14
Jan
2021
Shadow In The Cloud

Shadow In The Cloud

Charged with a top-secret mission in 1940s New Zealand, female Flight Officer Maude Garrett elbows her way onto a bomber bound for Samoa. Made to feel unwelcome by the B-17 bomber crew, she has to sit out the flight in the plane’s bottom gun turret. However, once airborne it quickly becomes apparent that whilst the rest of her flight crew might not like to admit it, they are most definitely not alone…

“This way there be dragons” or rather smaller variants which look-like adolescent bats with arms and legs. Of which, less of later.

Starting well with a nice eye for period detail, director Roseanne Liang‘s fantasy adventure film would seem intent on developing itself into a pressure cooker of secrets fuelled by misapprehension. Survivin the bomber crew’s hopelessly sexist and racist banter, it quickly shows that Chloë Grace Moretz‘s Maude is made of tough stuff. Trapped inside the rotating machine gun turret for much of the first half of the movie, it is really Moretz‘s performance that keeps both the story and your interest airborne for the rest of the journey. 

Boots pressed up against the broken glass and with the world passing her by at 13,000, it quickly becomes apparent that there’s much more to this flight officer than she’s letting on. Ratcheting up the tension with each begrudging revelation, Moretz‘s face is the only canopy to focus on and possibly had it continued this sense of disorientation between Maude’s turret and the male-dominated world above her, there might have been a more “Tom Hardy” Locke-like drama to squeeze out of this movie’s flight time. But, alas no – because that’s not the flight of fantasy that Chloë Grace Moretz is chartered on. For “this way there be dragons” or rather smaller variants which look-like adolescent bats with arms and legs. Of which, less of later. You see in order to enjoy this flight, you need to throw away all sense of reality, physics and any common sense and embrace Shadow In The Cloud’s daftness for what it feels like – a comic book made into a movie. 

Clumsily ricocheting off plot-points as quickly as fast they come, there’s really not a moment to lose in any adult reflection or absorption of the facts, such as they are. With its film-making mechanics very much on display and its Rosie-the-Riveter ambitions nailed to its dialogue, Shadow In The Cloud is fantasy fluff which should only be enjoyed as such. 

This is because if you insist on going to looking for coherence, then it has to be said there isn’t much of a tail section when it comes to the closing series of explosions. 

Finding much better fare on the ground, and with Chloë Grace Moretz in full-on Sigourney Weaver mode, the film finishes with what Independence Day‘s Will Smith might call “a close encounter” and a warm glow of motherhood. And if there is a moral to this story, it’s “don’t disagree with Chloë Grace Moretz because you’ll more than likely end up dead if you don’t listen to her”. 

Loud, shamelessly dumb and making the most of both its budget and star, Shadow In The Cloud is a move that will satisfy neither the war-movie purists nor the full-on-fantasy crowd. However, if you can let go both then a good time is to be had.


How to complete this task:
Search the listing for the string "réception" and copy every line that contains it.

Data to examine:
--- START ---

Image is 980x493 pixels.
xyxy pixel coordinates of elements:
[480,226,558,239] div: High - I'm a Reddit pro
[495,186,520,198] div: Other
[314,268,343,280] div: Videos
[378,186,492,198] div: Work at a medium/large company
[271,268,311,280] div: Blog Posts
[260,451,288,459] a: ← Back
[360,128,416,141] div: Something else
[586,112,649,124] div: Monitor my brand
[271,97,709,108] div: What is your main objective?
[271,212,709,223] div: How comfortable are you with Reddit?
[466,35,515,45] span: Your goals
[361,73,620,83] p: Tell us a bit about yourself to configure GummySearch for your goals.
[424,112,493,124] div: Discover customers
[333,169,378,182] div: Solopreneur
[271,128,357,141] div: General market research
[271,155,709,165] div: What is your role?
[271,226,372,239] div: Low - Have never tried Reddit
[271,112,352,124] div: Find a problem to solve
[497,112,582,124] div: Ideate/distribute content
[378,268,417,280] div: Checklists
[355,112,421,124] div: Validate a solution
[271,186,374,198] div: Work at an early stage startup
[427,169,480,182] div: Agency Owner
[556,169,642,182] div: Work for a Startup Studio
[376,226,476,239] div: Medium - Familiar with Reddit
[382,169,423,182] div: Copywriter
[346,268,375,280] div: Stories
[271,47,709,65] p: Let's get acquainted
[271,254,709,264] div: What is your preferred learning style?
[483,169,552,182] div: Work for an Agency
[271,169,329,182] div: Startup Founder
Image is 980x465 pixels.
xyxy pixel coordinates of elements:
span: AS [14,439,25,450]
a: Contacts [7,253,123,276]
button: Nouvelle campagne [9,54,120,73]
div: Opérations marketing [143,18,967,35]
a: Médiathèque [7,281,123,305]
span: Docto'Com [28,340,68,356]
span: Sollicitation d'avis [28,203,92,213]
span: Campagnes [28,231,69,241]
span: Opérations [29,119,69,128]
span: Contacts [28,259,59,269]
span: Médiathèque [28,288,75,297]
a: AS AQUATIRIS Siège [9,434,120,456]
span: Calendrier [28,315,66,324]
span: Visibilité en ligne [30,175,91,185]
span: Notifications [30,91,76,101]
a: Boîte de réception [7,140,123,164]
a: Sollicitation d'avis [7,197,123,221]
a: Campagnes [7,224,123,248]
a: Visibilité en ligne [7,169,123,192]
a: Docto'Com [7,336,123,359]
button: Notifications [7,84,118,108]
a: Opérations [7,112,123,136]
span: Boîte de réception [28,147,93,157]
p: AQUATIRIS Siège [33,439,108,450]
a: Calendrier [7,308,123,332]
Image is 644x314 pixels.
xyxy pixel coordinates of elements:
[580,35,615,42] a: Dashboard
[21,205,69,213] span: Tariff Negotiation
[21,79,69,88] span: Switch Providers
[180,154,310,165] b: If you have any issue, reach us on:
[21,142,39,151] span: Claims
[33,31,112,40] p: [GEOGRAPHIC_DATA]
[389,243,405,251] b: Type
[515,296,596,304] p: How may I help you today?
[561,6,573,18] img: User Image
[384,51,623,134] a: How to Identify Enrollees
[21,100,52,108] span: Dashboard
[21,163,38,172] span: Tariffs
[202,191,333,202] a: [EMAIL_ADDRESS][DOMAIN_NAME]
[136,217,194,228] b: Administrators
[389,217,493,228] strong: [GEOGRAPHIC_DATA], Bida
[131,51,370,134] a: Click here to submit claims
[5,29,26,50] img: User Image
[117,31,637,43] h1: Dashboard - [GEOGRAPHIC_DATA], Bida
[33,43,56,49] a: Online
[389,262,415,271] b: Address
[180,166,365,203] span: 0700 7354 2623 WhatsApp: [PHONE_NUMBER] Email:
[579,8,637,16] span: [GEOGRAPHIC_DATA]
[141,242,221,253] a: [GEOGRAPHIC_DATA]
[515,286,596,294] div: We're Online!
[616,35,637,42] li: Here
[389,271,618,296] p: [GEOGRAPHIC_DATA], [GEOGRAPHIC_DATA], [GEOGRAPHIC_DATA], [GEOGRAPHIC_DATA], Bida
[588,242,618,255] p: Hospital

--- END ---

Exercise response:
a: Boîte de réception [7,140,123,164]
span: Boîte de réception [28,147,93,157]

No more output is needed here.